Create the Items container

  1. Open a second instance of the Azure portal in a new tab in the browser.

  2. On the left side of the portal, expand the icon bar, type cosmos in the search field, and select Azure Cosmos DB.

    Search for the Azure Cosmos DB service

  3. Choose your Azure Cosmos DB account, then select the Data Explorer.

  4. Under SQL API, choose Tasks database and select New Container.

    Create a container

  5. In Add Container, use the settings shown in the table below the image.

    Define the Tasks container

    Setting Suggested value Description
    Database ID Tasks The name for your new database. This must match the name defined in your function binding.
    Container ID Items The name for the new container. This must match the name defined in your function binding.
    Partition key /category A partition key that distributes data evenly to each partition. Selecting the correct partition key is important in creating a performant container.
    Throughput 400 RU Use the default value. If you want to reduce latency, you can scale up the throughput later.
  6. Click OK to create the Items container. It may take a short time for the container to get created.

After the container specified in the function binding exists, you can test the function by adding items to this new container.

Test the function

  1. Expand the new Items container in Data Explorer, choose Items, then select New Item.

    Create an item in Items container

  2. Replace the contents of the new item with the following content, then choose Save.

    {
        "id": "task1",
        "category": "general",
        "description": "some task"
    }
    
  3. Switch to the first browser tab that contains your function in the portal. Expand the function logs and verify that the new document has triggered the function. See that the task1 document ID value is written to the logs.

    View message in the logs.

  4. (Optional) Go back to your document, make a change, and click Update. Then, go back to the function logs and verify that the update has also triggered the function.

Clean up resources

Other quickstarts in this collection build upon this quickstart. If you plan to work with subsequent quickstarts, tutorials, or with any of the services you've created in this quickstart, don't clean up the resources.

Resources in Azure refer to function apps, functions, storage accounts, and so forth. They're grouped into resource groups, and you can delete everything in a group by deleting the group.

You've created resources to complete these quickstarts. You might be billed for these resources, depending on your account status and service pricing. If you don't need the resources anymore, here's how to delete them:

  1. In the Azure portal, go to the Resource group page.

    To get to that page from the function app page, select the Overview tab, and then select the link under Resource group.

    Screenshot that shows select the resource group to delete from the function app page.

    To get to that page from the dashboard, select Resource groups, and then select the resource group that you used for this article.

  2. In the Resource group page, review the list of included resources, and verify that they're the ones you want to delete.

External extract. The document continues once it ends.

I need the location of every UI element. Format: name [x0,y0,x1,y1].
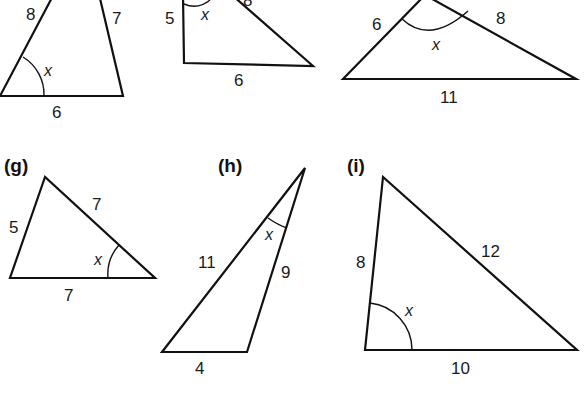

  3. Select Delete resource group and follow the instructions.

    Deletion might take a couple of minutes. When it's done, a notification appears for a few seconds. You can also select the bell icon at the top of the page to view the notification.

Next steps

You have created a function that runs when a document is added or modified in your Azure Cosmos DB. For more information about Azure Cosmos DB triggers, see Azure Cosmos DB bindings for Azure Functions.

Now that you've created your first function, let's add an output binding to the function that writes a message to a Storage queue.